Kiran Subbaiah / Texts by KS / Meta-Dilemma


Without your dilemma what would you be left to deal with? Surely the washing machine would break down now and then, your paycheck may get lost in the mail, or your mother-in-law may not have been keeping too well lately. You can have all these accidentals to deal with, apart from the regulars – like doing the laundry or making ends meet or staying fit. You can bring them up as the excuses, chores that have taken up your time leaving you with your dilemma unresolved. That could very well be the earnest reason.

It could also be because your dilemma (only the most important one of course) is irresolvable, but that is something you are not so sure about. If you had been sure that your dilemma was irresolvable, you would have happily renounced dealing with it. Until that is ascertained you have no choice - your dilemma haunts you. The choice you do have is as to which of the two you confer greater priority, your life – or your dilemma.

You could concentrate on improving the life you live, try and procure for yourself the best the world has to offer; French cuisine, horse riding, happy ended movies - innocent indulgences to distract you from, if not make you oblivious of your dilemma – at least from time to time.

Or you could make your dilemma the center of focus and invest all the time you can salvage to meditate on it. All the other things in life should be kept well away from encroaching upon your meditation.

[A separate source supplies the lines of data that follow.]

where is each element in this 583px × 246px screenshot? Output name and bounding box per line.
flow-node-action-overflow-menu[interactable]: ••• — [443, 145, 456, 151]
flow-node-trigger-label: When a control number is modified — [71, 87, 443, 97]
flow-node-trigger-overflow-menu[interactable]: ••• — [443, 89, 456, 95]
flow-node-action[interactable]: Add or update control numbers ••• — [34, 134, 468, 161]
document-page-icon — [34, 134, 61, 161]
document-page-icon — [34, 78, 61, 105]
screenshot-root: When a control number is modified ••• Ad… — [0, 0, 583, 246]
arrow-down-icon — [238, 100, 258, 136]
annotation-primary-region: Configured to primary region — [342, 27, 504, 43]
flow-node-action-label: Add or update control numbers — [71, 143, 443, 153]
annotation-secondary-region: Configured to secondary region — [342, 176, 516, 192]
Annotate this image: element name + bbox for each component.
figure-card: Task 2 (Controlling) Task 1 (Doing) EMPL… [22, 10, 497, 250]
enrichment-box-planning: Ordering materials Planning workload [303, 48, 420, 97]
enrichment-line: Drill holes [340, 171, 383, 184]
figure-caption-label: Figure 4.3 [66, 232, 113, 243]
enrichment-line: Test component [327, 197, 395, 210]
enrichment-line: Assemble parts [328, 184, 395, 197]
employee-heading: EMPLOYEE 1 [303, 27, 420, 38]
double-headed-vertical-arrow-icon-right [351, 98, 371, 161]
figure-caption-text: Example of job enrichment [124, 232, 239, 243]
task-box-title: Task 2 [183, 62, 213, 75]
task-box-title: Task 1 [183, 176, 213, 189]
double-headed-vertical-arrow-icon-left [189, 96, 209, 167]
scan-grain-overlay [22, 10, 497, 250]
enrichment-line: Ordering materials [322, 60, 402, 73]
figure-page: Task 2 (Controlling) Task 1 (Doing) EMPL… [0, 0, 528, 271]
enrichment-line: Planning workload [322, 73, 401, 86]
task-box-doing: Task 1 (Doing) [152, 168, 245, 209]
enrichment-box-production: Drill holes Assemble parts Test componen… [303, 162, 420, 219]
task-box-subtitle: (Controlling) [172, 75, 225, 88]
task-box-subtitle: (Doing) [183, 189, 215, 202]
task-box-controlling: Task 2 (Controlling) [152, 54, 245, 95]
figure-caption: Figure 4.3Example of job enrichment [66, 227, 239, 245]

Then indeed you must live by the most modest of means, like a monk - a voluntary prisoner of your conviction.

Judging by the experience of dealing with your dilemma so far, you realize that you have indeed made progress. Although nowhere near resolved, you have come to understand it better. You’ve checked its grounds out in significant detail, caught a few hints that have inspired hope and the motivation to work towards possible solutions.

Some revelations were slow in coming, through a mixed process of toil and pleasure - like giving birth. Others occurred by accident, at poetic moments illuminated by an unusual collision of mind and world, when you weren’t necessarily dealing with your dilemma and just carrying on with usual life. These micro enlightenments suggest the possibility of a greater enlightenment - the ultimate emancipation from your dilemma.

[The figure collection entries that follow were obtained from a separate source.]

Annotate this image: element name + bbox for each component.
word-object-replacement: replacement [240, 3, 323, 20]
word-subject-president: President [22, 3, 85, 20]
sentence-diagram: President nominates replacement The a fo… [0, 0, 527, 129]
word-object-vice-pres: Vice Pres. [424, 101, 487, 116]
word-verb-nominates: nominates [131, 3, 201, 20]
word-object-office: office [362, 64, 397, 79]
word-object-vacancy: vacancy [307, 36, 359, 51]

The latter of the revelations suggests that it may be best to bestow equal importance to both: dealing with your dilemma, and aspiring for better means to live. A monk in the midst of acquisitions: like a lotus leaf in water (or a droplet of water on a lotus leaf). Then, if at the end, your dilemma remained unresolved you would feel comforted by the coziness you create for yourself in life… your home, friends, grandchildren. Complementarily, with the fragments of knowledge and momentary illuminations you gather in the course of pursuing your dilemma now and then, you will not have to regret finding yourself at the end of your life, in a spiritual vacuum. Your dilemma will keep you company in your deathbed. That’s indeed the best bet. The one most people take.

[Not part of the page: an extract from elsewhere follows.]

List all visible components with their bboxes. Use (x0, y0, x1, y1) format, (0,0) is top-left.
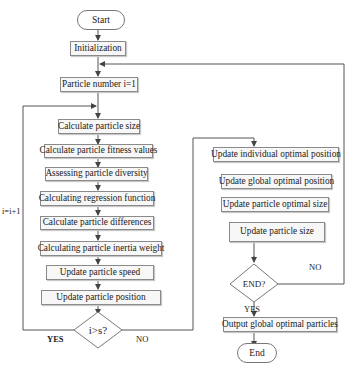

I’m not sure whether this fourth option I propose here is actually possible, but if you managed to renounce both worldly possessions and the spiritual quest, live like a monk and ignore your dilemma, you probably won't fare badly either. Wandering through the world with no motives whatsoever, or just sitting back and watching the world pass by on its course, you might chance upon something most obscure and yet incredibly fascinating that no one can fathom.